ENVIRONMENT NEWS - As governments and companies race to cut greenhouse gas emissions, another race is quietly heating up: the scramble for critical minerals, the raw elements and metals that power solar panels, wind turbines, batteries, electric vehicles (EVs) and hydrogen technologies.
Critical minerals are defined by two things: their central economic importance to low-carbon technologies, and the vulnerability of their supply chains to disruption.
Major examples of these minerals include lithium, cobalt, nickel, graphite, copper, rare earth elements (like neodymium and dysprosium), platinum group metals and manganese.
These minerals are essential inputs to batteries, permanent magnets, electrical wiring and catalysts that underpin the energy transition.
Globally, the geology and the industry are unevenly distributed. Australia, Chile and China dominate lithium supply and processing. The Democratic Republic of Congo (DRC) supplies the lion’s share of mined cobalt. China is the world’s powerhouse for refining and processing many battery and rare-earth materials.
Copper — crucial for electricity grids — is mined in large volumes in Chile, Peru and Zambia. The International Energy Agency (IEA) and geological surveys warn that meeting ambitious climate targets will require a steep expansion in mining and refining capacity, therefore, greater attention to where those minerals come from.
Africa stands at the centre of this contest. The continent is home to large, sometimes dominant, reserves of many critical minerals: the DRC for cobalt and copper; South Africa for platinum-group metals (PGMs) and manganese; Zimbabwe and Namibia for lithium; Mozambique and Madagascar for graphite; and Zambia for copper and growing battery-metal projects.
These deposits have attracted multinational miners, strategic state partnerships and an expanding set of downstream investors, from chemical processors to battery manufacturers, keen to shorten supply chains and reduce dependence on single-country processing hubs.
How African countries are positioning themselves
African governments are pursuing several parallel strategies to capture more value from their mineral wealth. First is resource control and revenue capture: recent shifts in the DRC — including export controls and quota systems for cobalt, and state companies marketing their output directly — aim to increase state revenue and bargaining power with traders and manufacturers.
Those moves, while intended to boost local benefit, have tightened global supply and pushed prices higher in 2025, illustrating the leverage producer nations can exert.
Second is local beneficiation which entails moving beyond raw ore exports to refining and chemical processing within Africa. Zimbabwe has adopted lithium-beneficiation policies to encourage in-country processing and value-addition, while projects in Namibia (such as Karibib and other pegmatite developments) are being structured with partners that could enable local processing capacity over time.
South Africa’s large PGM refining and catalytic industries already give it stronger downstream positioning compared with many peers. Such policies are motivated by job creation, industrialisation goals and the desire to avoid the commodity trap, meaning an economic state where a country heavily relies on exporting unprocessed primary goods like oil, minerals and crops.
Third, countries are seeking strategic partnerships and investment.
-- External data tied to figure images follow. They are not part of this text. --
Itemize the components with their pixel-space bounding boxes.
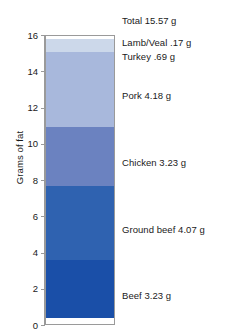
bar-segment-chicken (46, 127, 114, 186)
plot-area (45, 35, 115, 325)
y-tick-label-0: 0 (18, 321, 38, 331)
series-label-turkey: Turkey .69 g (122, 52, 175, 62)
bar-segment-pork (46, 52, 114, 128)
bar-segment-beef (46, 260, 114, 319)
y-tick-label-14: 14 (18, 67, 38, 77)
series-label-chicken: Chicken 3.23 g (122, 158, 186, 168)
y-axis-tick-labels: 16 14 12 10 8 6 4 2 0 (14, 0, 38, 335)
series-label-ground-beef: Ground beef 4.07 g (122, 225, 205, 235)
stacked-bar-chart: Grams of fat 16 14 12 10 8 6 4 2 0 Total… (0, 0, 225, 335)
y-tick-label-8: 8 (18, 176, 38, 186)
y-tick-label-12: 12 (18, 103, 38, 113)
series-label-beef: Beef 3.23 g (122, 291, 171, 301)
y-tick-label-2: 2 (18, 284, 38, 294)
stacked-bar (45, 35, 115, 325)
bar-segment-ground-beef (46, 186, 114, 260)
bar-segment-turkey (46, 39, 114, 52)
y-tick-label-16: 16 (18, 31, 38, 41)
series-label-lamb-veal: Lamb/Veal .17 g (122, 38, 191, 48)
y-tick-label-4: 4 (18, 248, 38, 258)
series-label-pork: Pork 4.18 g (122, 91, 171, 101)
y-tick-label-10: 10 (18, 139, 38, 149)
total-annotation: Total 15.57 g (122, 16, 176, 26)
y-tick-label-6: 6 (18, 212, 38, 222)
y-tick-mark-0 (41, 325, 45, 326)
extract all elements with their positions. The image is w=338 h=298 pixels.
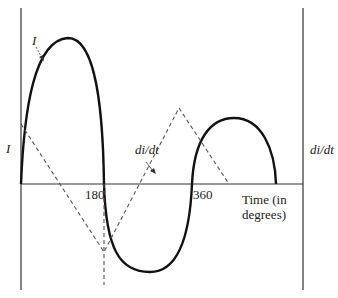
derivative-curve [21,108,229,252]
tick-label-360: 360 [193,188,213,202]
waveform-diagram [0,0,338,298]
current-axis-label: I [6,142,10,156]
x-axis-label-line1: Time (in [242,193,287,207]
derivative-curve-label: di/dt [135,143,159,157]
current-curve-label: I [32,34,36,48]
x-axis-label-line2: degrees) [242,208,286,222]
derivative-axis-label: di/dt [310,143,334,157]
tick-label-180: 180 [85,188,105,202]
State mining firms and national resource agencies are signing deals with global traders and processors to build export infrastructure, secure financing and develop traceability systems. These steps are meant to make their minerals more attractive to ethical, low-carbon supply chains and to meet due-diligence demands from buyers.
For example, partnerships that pair a state miner with an experienced trader can help overcome logistics and financing gaps while giving host countries more control over sales.
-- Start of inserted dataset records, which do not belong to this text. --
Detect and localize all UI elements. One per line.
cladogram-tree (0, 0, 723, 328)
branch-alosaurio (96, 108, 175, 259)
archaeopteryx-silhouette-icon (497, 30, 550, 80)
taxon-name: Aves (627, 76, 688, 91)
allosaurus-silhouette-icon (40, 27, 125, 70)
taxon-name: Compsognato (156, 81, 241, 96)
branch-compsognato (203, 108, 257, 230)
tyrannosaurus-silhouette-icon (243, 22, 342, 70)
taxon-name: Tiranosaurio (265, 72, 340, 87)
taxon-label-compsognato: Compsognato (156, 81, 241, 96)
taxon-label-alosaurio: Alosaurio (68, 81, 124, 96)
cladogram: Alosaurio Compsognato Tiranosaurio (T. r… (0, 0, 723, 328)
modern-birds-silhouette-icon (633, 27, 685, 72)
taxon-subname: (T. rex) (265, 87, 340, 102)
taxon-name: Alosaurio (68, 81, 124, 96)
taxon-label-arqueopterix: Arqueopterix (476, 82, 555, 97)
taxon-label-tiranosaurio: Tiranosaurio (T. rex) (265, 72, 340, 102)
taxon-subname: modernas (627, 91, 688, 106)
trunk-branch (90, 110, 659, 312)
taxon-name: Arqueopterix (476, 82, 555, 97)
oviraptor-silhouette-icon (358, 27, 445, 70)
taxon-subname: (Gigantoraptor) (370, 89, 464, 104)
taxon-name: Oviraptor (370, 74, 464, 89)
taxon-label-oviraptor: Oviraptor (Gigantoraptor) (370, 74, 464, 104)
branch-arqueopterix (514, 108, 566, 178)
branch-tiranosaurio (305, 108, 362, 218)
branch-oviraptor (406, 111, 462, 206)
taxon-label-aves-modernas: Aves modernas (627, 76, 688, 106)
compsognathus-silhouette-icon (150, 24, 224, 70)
Finally, governance and environmental safeguards are rising on the agenda. Civil society and international buyers want assurances on human rights, artisanal mining safety, water use and biodiversity impacts.
African governments are under pressure to implement stronger regulation, improve community benefit schemes and ensure that mining does not replicate the environmental and social harms associated with fossil fuels extraction.
The balance between rapid development and responsible oversight will shape whether critical mineral booms translate into sustainable development gains, argued an article authored by scholars James Boafo, Jacob Obodai, Eric Stemn and Philip Nti Nkrumah, published by ScienceDirect academic publishing.
Critical minerals are not a peripheral issue, they are a structural requirement for decarbonisation. The IEA’s modelling shows that demand for many of these minerals will multiply several times over by 2040 under net-zero or even stated policy scenarios, meaning supply bottlenecks or geopolitical moves can slow down clean technology rollouts.
For African nations the implications are stark. If managed well, critical minerals can finance industrialisation, infrastructure and energy access. If managed poorly, they risk creating new dependencies, environmental harm and social conflict, argued a report released by the IEA.
As the global green economy grows, the question for African leaders will be how to convert deposits into durable development gains. Through smarter contracts, local processing, environmental safeguards and stronger negotiating power in a market that prizes both the metal and the stories of clean, ethical supply.
For the rest of the world — industrial buyers, finance institutions and climate policymakers — the message is equally clear: meeting climate goals will require not only more batteries and turbines, but also fair, sustainable and resilient mineral supply chains whose benefits extend to the communities and countries that produce them.